TO fish and chip lovers they’re “rats of the sky”, but humble seagulls are about to be honoured with Cockburn council naming a new beach after them.
The council wants to name the small artificial beach inside Port Coogee marina Djenark Cove, the Nyungar name for the silver gull. The name is to be sent to the WA geographical names committee if a motion before this week’s council meeting is adopted.
Back in the days before overflowing bins and council tips gave them a bum rap, gulls held a privileged position in Nyungar legend, a staff report says.
One Dreamtime story talks of the end of the ice age, when Rottnest and Garden islands were coastal hills slowly being cut off by rising seas.
“The Nyungar believed the spirits of unborn children waited for their mothers in special places such as lakes and outcrops so, as the sea rose these “spirit children” were cut off from any chance of finding a mother and being born into the real world,” the report noted.
Silver gulls maintained the spiritual link between Nyungar country and the spirits trapped by rising waters.
Silver gulls maintained the spiritual link between Nyungar country and the spirits trapped by rising waters.
“When a gull is seen washing its beak in the river’s fresh water it is said to be releasing the spirits it has gathered at sea back into the landscape so that they can at last find a mother and fulfil their destinies as human beings,” the report revealed.
During the 1970s, many Aboriginal people stayed in the area in a place dubbed Seagull Camp.
The report also notes that on Carnac Island, gull chicks and eggs are the main food source for tiger snakes, “nearly all of which are blinded by attacking gulls at an early age but still manage to find and eat their favourite food using their keen senses of smell and heat sensitivity”.
Other names up for consideration are Diana Beach (after an 1878 shipwreck near the South Fremantle power station), Brown Bay after the pioneering Bibra Lake family and Don Miguel Beach after the former Cockburn mayor.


→ WHAT IS BEING ASKED
Type out the entries below again, character for character.

[Dataset items]
%%
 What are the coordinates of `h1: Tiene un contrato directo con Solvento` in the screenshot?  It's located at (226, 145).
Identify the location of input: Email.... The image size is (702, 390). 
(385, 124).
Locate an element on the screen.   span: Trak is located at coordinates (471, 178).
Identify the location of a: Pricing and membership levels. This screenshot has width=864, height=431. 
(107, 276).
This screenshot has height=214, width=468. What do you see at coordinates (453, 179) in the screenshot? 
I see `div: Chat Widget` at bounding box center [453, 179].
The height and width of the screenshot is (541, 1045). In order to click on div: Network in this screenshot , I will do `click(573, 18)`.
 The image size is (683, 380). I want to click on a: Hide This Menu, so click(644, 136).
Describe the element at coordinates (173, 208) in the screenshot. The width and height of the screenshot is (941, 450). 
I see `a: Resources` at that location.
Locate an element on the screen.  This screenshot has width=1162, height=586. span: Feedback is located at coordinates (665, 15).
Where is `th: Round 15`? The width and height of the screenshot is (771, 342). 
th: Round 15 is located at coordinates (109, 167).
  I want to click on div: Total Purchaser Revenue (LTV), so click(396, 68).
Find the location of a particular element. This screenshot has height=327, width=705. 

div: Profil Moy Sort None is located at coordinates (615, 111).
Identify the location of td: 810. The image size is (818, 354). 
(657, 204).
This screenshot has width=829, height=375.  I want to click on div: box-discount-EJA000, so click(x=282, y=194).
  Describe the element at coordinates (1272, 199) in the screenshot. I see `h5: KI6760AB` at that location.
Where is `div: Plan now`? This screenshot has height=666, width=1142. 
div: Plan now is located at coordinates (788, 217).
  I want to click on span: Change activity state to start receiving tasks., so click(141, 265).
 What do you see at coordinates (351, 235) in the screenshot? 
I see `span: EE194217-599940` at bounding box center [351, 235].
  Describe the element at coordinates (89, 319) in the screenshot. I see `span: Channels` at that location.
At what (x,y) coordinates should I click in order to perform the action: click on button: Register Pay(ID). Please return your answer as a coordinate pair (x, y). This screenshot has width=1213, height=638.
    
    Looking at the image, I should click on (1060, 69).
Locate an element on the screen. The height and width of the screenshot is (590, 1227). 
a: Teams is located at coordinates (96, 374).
%%
→ RESULT OF THE EXERCISE
 What are the coordinates of `h1: Tiene un contrato directo con Solvento` in the screenshot?  It's located at (226, 145).
Identify the location of input: Email.... The image size is (702, 390). 
(385, 124).
Locate an element on the screen.   span: Trak is located at coordinates (471, 178).
Identify the location of a: Pricing and membership levels. This screenshot has width=864, height=431. 
(107, 276).
This screenshot has height=214, width=468. What do you see at coordinates (453, 179) in the screenshot? 
I see `div: Chat Widget` at bounding box center [453, 179].
The height and width of the screenshot is (541, 1045). In order to click on div: Network in this screenshot , I will do `click(573, 18)`.
 The image size is (683, 380). I want to click on a: Hide This Menu, so click(644, 136).
Describe the element at coordinates (173, 208) in the screenshot. The width and height of the screenshot is (941, 450). 
I see `a: Resources` at that location.
Locate an element on the screen.  This screenshot has width=1162, height=586. span: Feedback is located at coordinates (665, 15).
Where is `th: Round 15`? The width and height of the screenshot is (771, 342). 
th: Round 15 is located at coordinates (109, 167).
  I want to click on div: Total Purchaser Revenue (LTV), so click(396, 68).
Find the location of a particular element. This screenshot has height=327, width=705. 

div: Profil Moy Sort None is located at coordinates (615, 111).
Identify the location of td: 810. The image size is (818, 354). 
(657, 204).
This screenshot has width=829, height=375.  I want to click on div: box-discount-EJA000, so click(x=282, y=194).
  Describe the element at coordinates (1272, 199) in the screenshot. I see `h5: KI6760AB` at that location.
Where is `div: Plan now`? This screenshot has height=666, width=1142. 
div: Plan now is located at coordinates (788, 217).
  I want to click on span: Change activity state to start receiving tasks., so click(141, 265).
 What do you see at coordinates (351, 235) in the screenshot? 
I see `span: EE194217-599940` at bounding box center [351, 235].
  Describe the element at coordinates (89, 319) in the screenshot. I see `span: Channels` at that location.
At what (x,y) coordinates should I click in order to perform the action: click on button: Register Pay(ID). Please return your answer as a coordinate pair (x, y). This screenshot has width=1213, height=638.
    
    Looking at the image, I should click on (1060, 69).
Locate an element on the screen. The height and width of the screenshot is (590, 1227). 
a: Teams is located at coordinates (96, 374).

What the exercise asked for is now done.